My adventure – over Africa

Now that I have decided to allow my license to run out of hours and not renew, old pilot's reminiscences come to the fore in flying circles. But none of my subsequent flying has, for me, the excitement of my time over Africa.
Piper landing on Staten Island

Same time next year – another New York miracle?

There I was, tooling along in my Super Cub, minding my own business while towing a banner through the sky low over Staten Island. The date was January 15, 2010. It was the one-year anniversary of the Miracle on the Hudson.

My adventure – 1700 miles, 15 hours and 5 destinations in 7 days

Well, this will likely be our last opportunity to see the some of the high points of sightseeing that are a convenient flying distance from Chicago. So, we each made our list of “must sees” and what emerged was this eclectic list.
Cessna landing

Debate: full flap landings?

Since the 1950s, most airplanes have been designed with wing flaps, allowing for steeper approaches, better sight pictures and lower airspeeds at touch down. But how to use those flaps has been an endless source of debate. Should you land with full flaps every time, or are partial flap landings easier and safer in windy conditions?
Cessna 152

License to learn

I never knew what answer to give when someone asked how long it took me to learn to fly. My first flight was with my uncle at the age of four, and I spent a lot of time hanging around the airport with a friend in my pre-teen years. A World War II BT-13 training plane was rotting away behind one of the hangars, and we spent hours sitting in the seats.

Trapped in Alaskan soup (sprinkled with rock)

On March 6, 1987, I was working the Inflight One radio position at the Anchorage Flight Service Station. Cessna 98 Golf had somehow made it above the Alaska Range and now at high altitude, with no clearance and with minimal navigational gear or flight instrumentation, and possibly no supplemental oxygen, found himself in the soup.
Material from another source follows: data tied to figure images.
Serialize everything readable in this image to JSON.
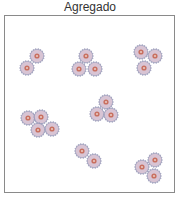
{
  "title": "Agregado",
  "colors": {
    "frame": "#8a8a8a",
    "gear_edge": "#9a9ab8",
    "body": "#d8c4d4",
    "core_ring": "#c87060",
    "core_center": "#e8c8c0"
  },
  "particle_radius": 8,
  "clusters": [
    {
      "name": "cluster-1",
      "particles": [
        [
          37,
          56
        ],
        [
          27,
          68
        ]
      ]
    },
    {
      "name": "cluster-2",
      "particles": [
        [
          86,
          56
        ],
        [
          79,
          69
        ],
        [
          95,
          69
        ]
      ]
    },
    {
      "name": "cluster-3",
      "particles": [
        [
          141,
          52
        ],
        [
          155,
          56
        ],
        [
          144,
          68
        ]
      ]
    },
    {
      "name": "cluster-4",
      "particles": [
        [
          28,
          118
        ],
        [
          41,
          117
        ],
        [
          38,
          130
        ],
        [
          52,
          129
        ]
      ]
    },
    {
      "name": "cluster-5",
      "particles": [
        [
          106,
          102
        ],
        [
          97,
          114
        ],
        [
          111,
          115
        ]
      ]
    },
    {
      "name": "cluster-6",
      "particles": [
        [
          82,
          151
        ],
        [
          94,
          161
        ]
      ]
    },
    {
      "name": "cluster-7",
      "particles": [
        [
          142,
          167
        ],
        [
          155,
          160
        ],
        [
          154,
          176
        ]
      ]
    }
  ]
}
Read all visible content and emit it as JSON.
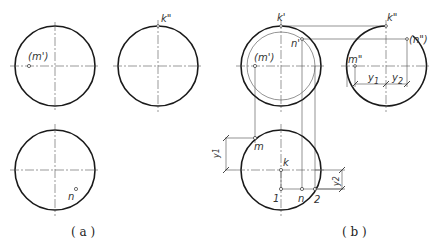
{
  "figure": {
    "panels": [
      {
        "id": "a",
        "caption": "( a )",
        "views": {
          "front": {
            "label": "(m')"
          },
          "side": {
            "label": "k\""
          },
          "top": {
            "label": "n"
          }
        }
      },
      {
        "id": "b",
        "caption": "( b )",
        "views": {
          "front": {
            "labels": [
              "k'",
              "n'",
              "(m')"
            ]
          },
          "side": {
            "labels": [
              "k\"",
              "(n\")",
              "m\"",
              "y1",
              "y2"
            ]
          },
          "top": {
            "labels": [
              "m",
              "k",
              "1",
              "n",
              "2",
              "y1",
              "y2"
            ]
          }
        }
      }
    ]
  },
  "labels": {
    "a_m_front": "(m')",
    "a_k_side": "k\"",
    "a_n_top": "n",
    "b_k_front": "k'",
    "b_n_front": "n'",
    "b_m_front": "(m')",
    "b_k_side": "k\"",
    "b_n_side": "(n\")",
    "b_m_side": "m\"",
    "b_y1_side": "y",
    "b_y1_sub": "1",
    "b_y2_side": "y",
    "b_y2_sub": "2",
    "b_m_top": "m",
    "b_k_top": "k",
    "b_1_top": "1",
    "b_n_top": "n",
    "b_2_top": "2",
    "b_y1_top": "y1",
    "b_y2_top": "y2"
  },
  "captions": {
    "a": "( a )",
    "b": "( b )"
  }
}
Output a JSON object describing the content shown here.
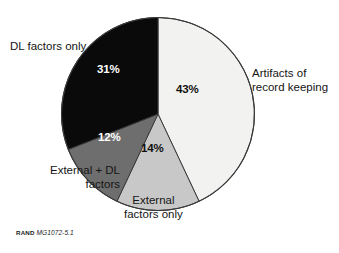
{
  "chart_data": {
    "type": "pie",
    "title": "",
    "xlabel": "",
    "ylabel": "",
    "legend_position": "none",
    "grid": false,
    "start_angle_deg": 0,
    "direction": "clockwise",
    "unit": "%",
    "categories": [
      "Artifacts of record keeping",
      "External factors only",
      "External + DL factors",
      "DL factors only"
    ],
    "values": [
      43,
      14,
      12,
      31
    ],
    "slices": [
      {
        "key": "artifacts",
        "label_line1": "Artifacts of",
        "label_line2": "record keeping",
        "value": 43,
        "value_text": "43%",
        "color": "#f2f2f0",
        "label_color": "#111111"
      },
      {
        "key": "external",
        "label_line1": "External",
        "label_line2": "factors only",
        "value": 14,
        "value_text": "14%",
        "color": "#c8c8c8",
        "label_color": "#111111"
      },
      {
        "key": "external-dl",
        "label_line1": "External + DL",
        "label_line2": "factors",
        "value": 12,
        "value_text": "12%",
        "color": "#6e6e6e",
        "label_color": "#ffffff"
      },
      {
        "key": "dl",
        "label_line1": "DL factors only",
        "label_line2": "",
        "value": 31,
        "value_text": "31%",
        "color": "#0a0a0a",
        "label_color": "#ffffff"
      }
    ]
  },
  "source": {
    "org": "RAND",
    "id": "MG1072-5.1"
  },
  "colors": {
    "background": "#ffffff",
    "outline": "#3a3a3a",
    "text": "#151515"
  }
}
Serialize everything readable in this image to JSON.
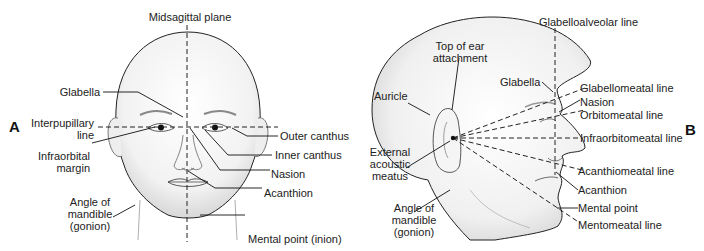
{
  "figure": {
    "panel_a": {
      "letter": "A",
      "labels": {
        "midsagittal_plane": "Midsagittal plane",
        "glabella": "Glabella",
        "interpupillary_line_1": "Interpupillary",
        "interpupillary_line_2": "line",
        "infraorbital_margin_1": "Infraorbital",
        "infraorbital_margin_2": "margin",
        "angle_of_mandible_1": "Angle of",
        "angle_of_mandible_2": "mandible",
        "angle_of_mandible_3": "(gonion)",
        "outer_canthus": "Outer canthus",
        "inner_canthus": "Inner canthus",
        "nasion": "Nasion",
        "acanthion": "Acanthion",
        "mental_point": "Mental point (inion)"
      }
    },
    "panel_b": {
      "letter": "B",
      "labels": {
        "glabelloalveolar_line": "Glabelloalveolar line",
        "top_of_ear_1": "Top of ear",
        "top_of_ear_2": "attachment",
        "auricle": "Auricle",
        "glabella": "Glabella",
        "glabellomeatal_line": "Glabellomeatal line",
        "nasion": "Nasion",
        "orbitomeatal_line": "Orbitomeatal line",
        "infraorbitomeatal_line": "Infraorbitomeatal line",
        "external_acoustic_meatus_1": "External",
        "external_acoustic_meatus_2": "acoustic",
        "external_acoustic_meatus_3": "meatus",
        "acanthiomeatal_line": "Acanthiomeatal line",
        "acanthion": "Acanthion",
        "angle_of_mandible_1": "Angle of",
        "angle_of_mandible_2": "mandible",
        "angle_of_mandible_3": "(gonion)",
        "mental_point": "Mental point",
        "mentomeatal_line": "Mentomeatal line"
      }
    }
  }
}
Wind shear: a danger vanquished, or, one waiting in the wings?

Wind can and does affect the airspeed of an airplane in flight, drastically in some situations. Many pilots didn’t, and some still don’t, think that wind can be a big factor in this regard. A steady wind can’t, but wind that changes in direction or velocity over altitude or distance can have a profound effect on airspeed.

USA Today, with help from trial lawyers, gets it exactly wrong

The headline is so over the top that it looks like a parody. The front page of the USA Today screams "Safety last: lies and coverups mask roots of small-plane carnage." Words like lies and carnage are a dead giveaway that the article to follow will be a hatchet job, not serious journalism, and Thomas Frank’s three-part “investigation” doesn’t disappoint.
Anabare Bay

The ace of Anabare Bay

While browsing through the records of student pilots at a local flying school, I noticed that many had not gone solo until after 15 hours of dual instruction. Some were up to 25 hours before being sent off alone. Fifty years ago, students flying Tiger Moths were solo between 6 and 10 hours.

Serendipity – and a great day of flying

Memorial Day weekend in northeast Ohio was turning out to be a needed break from a long, hard winter and a stormy spring. I did not get to do much flying since fall and the beautiful morning was not one to be passed up. I asked my wife if she wanted to fly to Salem (38D) for brunch, but she had things on her to-do list and said I should just go.